Investor Rationality: Evidence from UK Property Capitalization Rates

Author

Listed:
  • Patric H. Hendershott
  • Bryan D. MacGregor

Abstract

Recent analyses have suggested the irrationality of investors in Australian and U.S. office properties. More specifically, investors have failed to raise capitalization rates sufficiently at rental cyclical peaks to account for the obvious mean reversion in real rents and thus have significantly overvalued properties. In this paper we analyze the determination of UK office and retail capitalization rates and provide evidence that these rates reflect rational expectations of mean reversion in future real cash flows.

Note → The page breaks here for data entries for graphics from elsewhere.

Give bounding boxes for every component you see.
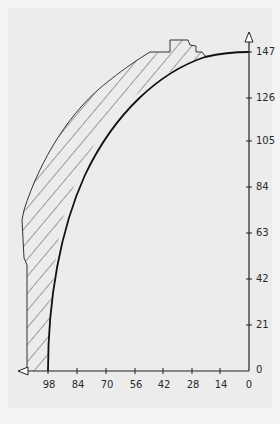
x-axis bbox=[18, 367, 249, 375]
x-tick-label: 56 bbox=[130, 380, 143, 390]
x-tick-label: 98 bbox=[43, 380, 56, 390]
y-tick-label: 126 bbox=[256, 93, 275, 103]
x-tick-label: 14 bbox=[215, 380, 228, 390]
y-tick-label: 42 bbox=[256, 274, 269, 284]
hatched-band bbox=[0, 0, 280, 424]
x-tick-label: 70 bbox=[101, 380, 114, 390]
x-tick-label: 84 bbox=[72, 380, 85, 390]
x-tick-label: 0 bbox=[246, 380, 252, 390]
y-tick-label: 147 bbox=[256, 47, 275, 57]
boundary-curve bbox=[48, 52, 249, 371]
y-axis bbox=[245, 32, 253, 371]
y-tick-label: 84 bbox=[256, 182, 269, 192]
x-tick-label: 42 bbox=[158, 380, 171, 390]
y-tick-label: 21 bbox=[256, 320, 269, 330]
y-tick-label: 0 bbox=[256, 365, 262, 375]
y-tick-label: 63 bbox=[256, 228, 269, 238]
x-tick-label: 28 bbox=[187, 380, 200, 390]
y-tick-label: 105 bbox=[256, 136, 275, 146]
diagram-canvas bbox=[0, 0, 280, 424]
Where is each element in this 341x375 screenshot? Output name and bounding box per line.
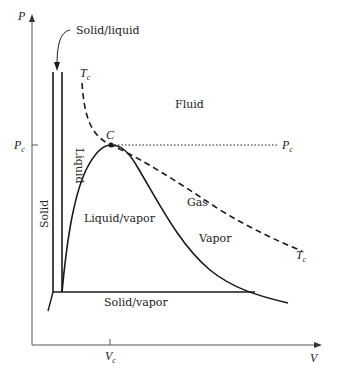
liquid-vapor-label: Liquid/vapor xyxy=(84,212,156,225)
phase-diagram: P V Pc Vc Solid/liquid Solid/vapor C Pc … xyxy=(0,0,341,375)
pc-right-label: Pc xyxy=(281,138,293,154)
fluid-label: Fluid xyxy=(175,98,204,111)
y-axis-label: P xyxy=(17,9,26,23)
liquid-label: Liquid xyxy=(73,148,86,184)
solid-liquid-label: Solid/liquid xyxy=(76,24,140,37)
x-axis-label: V xyxy=(310,351,319,365)
vapor-label: Vapor xyxy=(198,232,232,245)
vc-tick-label: Vc xyxy=(105,349,116,365)
gas-label: Gas xyxy=(187,196,208,209)
critical-point-label: C xyxy=(106,128,115,142)
solid-label: Solid xyxy=(38,200,51,228)
sublimation-stub xyxy=(48,292,53,311)
solid-vapor-label: Solid/vapor xyxy=(104,296,168,309)
tc-right-label: Tc xyxy=(296,248,307,264)
pc-tick-label: Pc xyxy=(13,138,25,154)
solid-liquid-arrowhead-icon xyxy=(54,62,60,71)
tc-top-label: Tc xyxy=(80,66,91,82)
solid-liquid-arrow xyxy=(57,30,70,66)
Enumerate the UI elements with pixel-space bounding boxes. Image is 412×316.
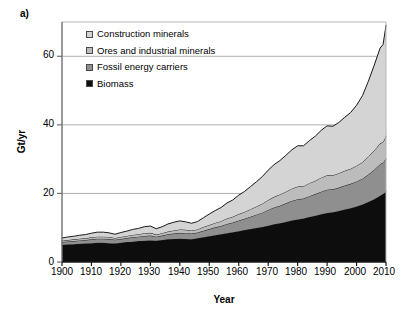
panel-label: a) — [20, 8, 29, 19]
x-tick-label-1930: 1930 — [132, 266, 166, 277]
legend-item-ores-industrial-minerals: Ores and industrial minerals — [86, 46, 215, 56]
figure-panel-a: a) Gt/yr Year 0 20 40 60 1900 1910 1920 … — [0, 0, 412, 316]
legend-label-construction-minerals: Construction minerals — [97, 29, 189, 39]
x-axis-title: Year — [62, 294, 386, 305]
y-tick-label-60: 60 — [28, 49, 54, 60]
legend-item-construction-minerals: Construction minerals — [86, 29, 215, 39]
legend-swatch-biomass — [86, 80, 93, 87]
x-tick-label-2010: 2010 — [367, 266, 401, 277]
y-axis-title: Gt/yr — [16, 112, 27, 172]
x-tick-label-1990: 1990 — [308, 266, 342, 277]
legend-label-fossil-energy-carriers: Fossil energy carriers — [97, 62, 188, 72]
legend-label-biomass: Biomass — [97, 79, 133, 89]
legend-item-biomass: Biomass — [86, 79, 215, 89]
x-tick-label-1960: 1960 — [220, 266, 254, 277]
y-tick-label-20: 20 — [28, 187, 54, 198]
legend-label-ores-industrial-minerals: Ores and industrial minerals — [97, 46, 215, 56]
legend-item-fossil-energy-carriers: Fossil energy carriers — [86, 62, 215, 72]
legend-swatch-ores-industrial-minerals — [86, 47, 93, 54]
y-tick-label-40: 40 — [28, 118, 54, 129]
legend-swatch-construction-minerals — [86, 31, 93, 38]
legend-swatch-fossil-energy-carriers — [86, 64, 93, 71]
legend: Construction minerals Ores and industria… — [86, 29, 215, 89]
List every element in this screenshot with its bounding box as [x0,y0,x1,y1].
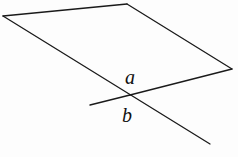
line-a [130,69,232,95]
diagram-canvas: a b [0,0,238,157]
diagram-svg: a b [0,0,238,157]
diagonal-line [3,16,210,144]
label-b: b [122,104,132,126]
plane-top-edge [3,4,127,16]
label-a: a [125,66,135,88]
plane-right-edge [127,4,232,69]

Moreover, these rates are linked to capitalization rates (dividend/price ratio) and expected dividend earnings growth as expected.

Suggested Citation

  • Patric H. Hendershott & Bryan D. MacGregor, 2003. "Investor Rationality: Evidence from UK Property Capitalization Rates," NBER Working Papers 9894, National Bureau of Economic Research, Inc.
  • Handle: RePEc:nbr:nberwo:9894
    Note: PE
    as

    Download full text from publisher

    File URL: http://www.nber.org/papers/w9894.pdf
    Download Restriction: no
    ---><---

    References listed on IDEAS

    as
    1. John Y. Campbell, Robert J. Shiller, 1988. "The Dividend-Price Ratio and Expectations of Future Dividends and Discount Factors," The Review of Financial Studies, Society for Financial Studies, vol. 1(3), pages 195-228.
    2. Shiller, Robert J, 1981. "Do Stock Prices Move Too Much to be Justified by Subsequent Changes in Dividends?," American Economic Review, American Economic Association, vol. 71(3), pages 421-436, June.
    3. Richard D. Evans, 1990. "A Transfer Function Analysis of Real Estate Capitalization Rates," Journal of Real Estate Research, American Real Estate Society, vol. 5(3), pages 371-380.
    4. Sivitanidou, Rena & Sivitanides, Petros, 1999. "Office Capitalization Rates: Real Estate and Capital Market Influences," The Journal of Real Estate Finance and Economics, Springer, vol. 18(3), pages 297-322, May.
    5. Robert E. Hall, 2001. "Struggling to Understand the Stock Market," American Economic Review, American Economic Association, vol. 91(2), pages 1-11, May.
    6. Hendershott, Patric H., 1996. "Rental Adjustment and Valuation in Overbuilt Markets: Evidence from the Sydney Office Market," Journal of Urban Economics, Elsevier, vol. 39(1), pages 51-67, January.
    7. Hendershott, Patric H, 2000. "Property Asset Bubbles: Evidence from the Sydney Office Market," The Journal of Real Estate Finance and Economics, Springer, vol. 20(1), pages 67-81, January.
    8. Quan, Daniel C & Quigley, John M, 1991. "Price Formation and the Appraisal Function in Real Estate Markets," The Journal of Real Estate Finance and Economics, Springer, vol. 4(2), pages 127-146, June.
    9. Timothy W. Viezer, 1999. "Econometric Integration of Real Estate's Space and Capital Markets," Journal of Real Estate Research, American Real Estate Society, vol. 18(3), pages 503-519.
    10. G. Donald Jud & Daniel T. Winkler, 1995. "The Capitalization Rate of Commercial Properties and Market Returns," Journal of Real Estate Research, American Real Estate Society, vol. 10(5), pages 509-518.
    11. Brent W. Ambrose & Hugh O. Nourse, 1993. "Factors Influencing Capitalization Rates," Journal of Real Estate Research, American Real Estate Society, vol. 8(2), pages 221-238.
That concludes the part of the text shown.